Because I have a bunch of technical notes I dropped them in a pastebin http://pastebin.com/w8hmgh85
- Neat game that belongs in an arcade cabinet.
- The levels start out very different but end up playing pretty much the same after digging around so I think it would be good to introduce the hard blocks a level or 2 earlier.
- I couldn't figure out how to grab the box instead of pushing.
- A couple more enemy types might be good.
- Barely any of the screen is visible at one time. I'd recommend adjusting the flashlight size and moving the camera to make sure there is enough visual stimulus onscreen.
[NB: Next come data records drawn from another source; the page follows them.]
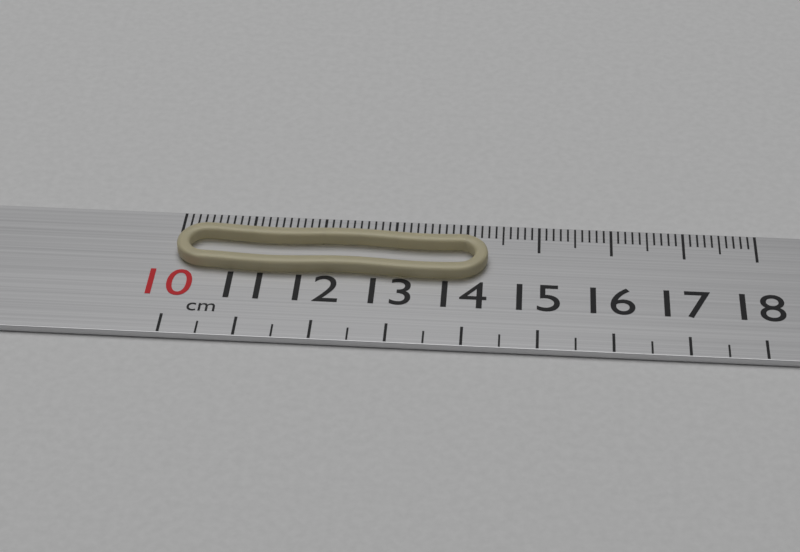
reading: 14.3 cm
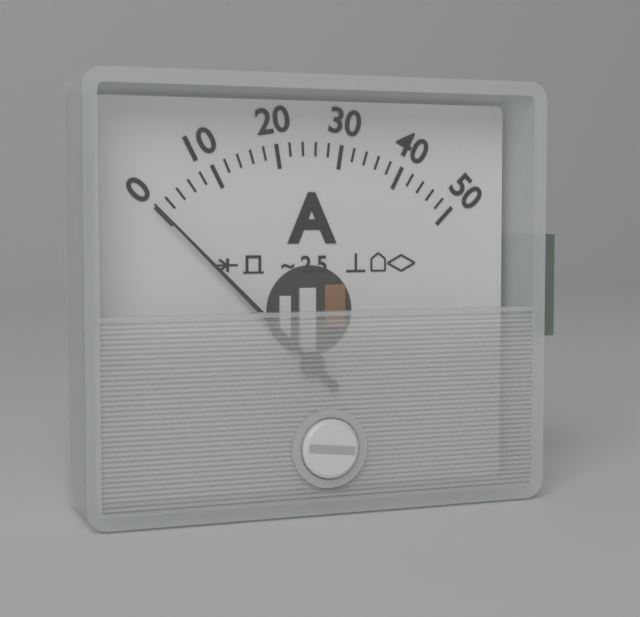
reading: 0 A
- Should probably slow down flashlight rotation speed since I was able to just go helicopter mode and basically see 360 degrees
- I think I broke out of the level or something because everything was black and white outside and the UI flew off the screen.
- The spacegirl is a cutie but her proportions are weird in game. Bunny girl proportions would suit her better maybe.
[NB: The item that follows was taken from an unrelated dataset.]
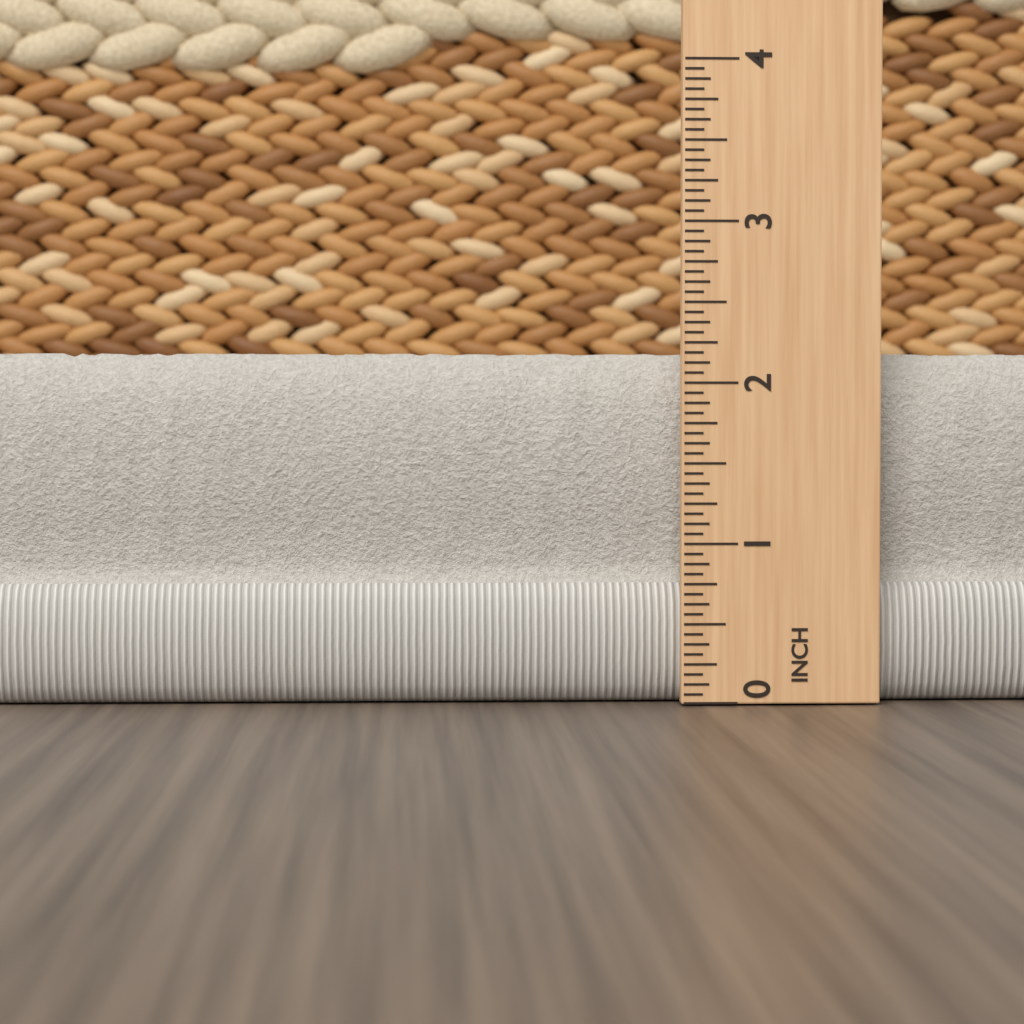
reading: 2.1875 in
- I like the visual style and color pallet.
- Its a little hard to navigate without landmarks for each path.
- Need a better way to aim the gun. Something like the original resident evil game aiming might work well unless you want to add a lot of vertical bits to the game.
- I think for short music loops like this you need to go more monotone (chords mostly emphasize I) or non-tonal (percussion only etc).
- >EnemyMovement1.cs
The reason I would prefer the navmesh in this situation:
- Don't have to tweak two different sets of navigation set ups.
- The navmesh is easier to visually debug than collision. It can be harder to setup since it bakes based on renderer meshes though.
- Navmesh does not allow for the player falling off into the void. This sounds like a joke but it was a serious problem on the development of some big games.
- Having the player pathfind is possible (can be useful for cutscenes or some interactions if you want to have much larger interaction regions than interaction alignment).
- Kinematic rigidbodies are difficult to tweak to a good spot for a player character. They are suited for physics type games but for a player character they tend to bounce around and clip through things too much.
There are some drawbacks too though. I haven't done 3D in a qhile but off the top of my head:
- Doors are tricky to do well. Its worse on AI though than for a player character. You can probably handle with either navmesh links or navmesh obstacles. I guess even for rigidbody or CC doors are a pain though.
- You need to add a kinematic rigidbody if you want to get trigger or collision callbacks.
- Other agents may try to walk around the player which could be a problem for zombies chasing the player. Once way around this is to have them approach a point that is between them and the player instead of the player center position.
- Different sizes of agent sizes are not supported so unless you want to do fancy workarounds your player needs to be the same navigation width as your enemies. This is probably not a problem as they are both humanoids. If you add dogs you will probably need to solve this anyway between zombies and dogs. You can do this using an iterative navmesh bake process where you dynamically create a mesh based on the first bake and then change navmesh layers to do the second. Thin enemies can walk on both layers but fat enemies only on one.
Probably for the time being its not important to change but when you get to a point you want to work on player character control I would recommend considering it. At some point when you get around to animations of zombies grabbing players send me a message or something since I have went to hell and back to make pair animations look good.
- Nightmare difficulty (appropriate for the occasion).
- I think the original places mines on the first click so its never an immediate loss.
- Crusader girl better show up again.
- https://youtu.be/ZTq_XHdQPSI
I'd recommend switching your player character to using navmesh agent like your enemy is unless you are going to add jumping. Doors will be kind of a bitch to solve though unless you make them all loading screens, but you will have to solve that for the zombies anyway. If you want jumping then switch to CharacterController.